The Terrornauts Explained

The Terrornauts
Director:Montgomery Tully
Producer:Max Rosenberg
Milton Subotsky
Starring:Simon Oates
Zena Marshall
Charles Hawtrey
Patricia Hayes
Music:Elisabeth Lutyens
Cinematography:Geoffrey Faithfull
Editing:Peter Musgrave
Studio:Amicus Productions
Distributor:Anglo Embassy
Runtime:75 minutes
Country:United Kingdom
Language:English
Budget:£85,332[1]

The Terrornauts is a 1967 British science fiction film directed by Montgomery Tully and starring Simon Oates and Zena Marshall. It was produced by Amicus Productions and based on the 1960 novel The Wailing Asteroid by Murray Leinster, adapted for screen by John Brunner.[2] Space scientists foil an alien invasion of Earth.

Plot

Project Star Talk is based at a UK radio telescope site; its mission is to listen for radio signals from other intelligences. Dr Joe Burke leads the project, assisted by his small team as electronics expert Ben Keller and office manager Sandy Lund. Due to their lack of success, they are given ninety days to report positive results. While waiting for a response, Burke tells of his uncle's discovery at a French archaeological dig of a cube that gave him strange dreams as a boy, inspiring him to become an astronomer. During this period Joshua Yellowlees, an accountant, arrives to inspect the project's books.

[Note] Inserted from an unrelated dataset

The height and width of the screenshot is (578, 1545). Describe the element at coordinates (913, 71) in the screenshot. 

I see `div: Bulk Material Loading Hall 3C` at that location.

As luck would have it, the receive a repeating signal, but it comes from an unpromising atmosphere-free small asteroid in the outer solar system. Nevertheless, Burke spends the balance of his grant to equip the telescope with a powerful transmitter to contact the source of the signals.

The night of the transmission, Yellowlees and Mrs Jones, who runs the tea trolley, stay to witness this historic event. The signal is sent and reaches the asteroid, on which is a huge installation that answers the radio signal with a spaceship sent riding down the radio beam to the point of transmission. When the spacecraft arrives at Project Star Talk, it picks up the transmitter shed and carries it and the project team to the alien installation.

On the asteroid, the team is greeted by a robot that takes them through a series of tests. After each test, they receive rewards, in particular a "Knowledge Cube" for the knowledge test.

Returning to the control room, Keller accidentally bumps Lund onto a "transposer platform" and she is matter-transported in a puff of smoke to a distant planet peopled by savages who try to kill her. Burke follows her to the planet, rescues her, and discovers the secret of the Knowledge Cubes. He plugs into the cube, and the horrible secret is revealed: the planet of savages is the home of the survivors of an interstellar war that is fast approaching Earth, and the Star Talk team are the only ones who can use the advanced weapons of the installation to stop the invading enemy fleet from destroying Earth. The team searches unsuccessfully through the huge library of cubes for the operating instructions of the fortress's weapons.

As the enemy fleet comes into range, the robot delivers the necessary cubes just in time. The battle is joined, but the Star Talk team fails to hit the aliens with missiles, so, with the cubes' instruction, the fortress's engines are started and they rise off the asteroid to intercept the aliens who crash into the fortress.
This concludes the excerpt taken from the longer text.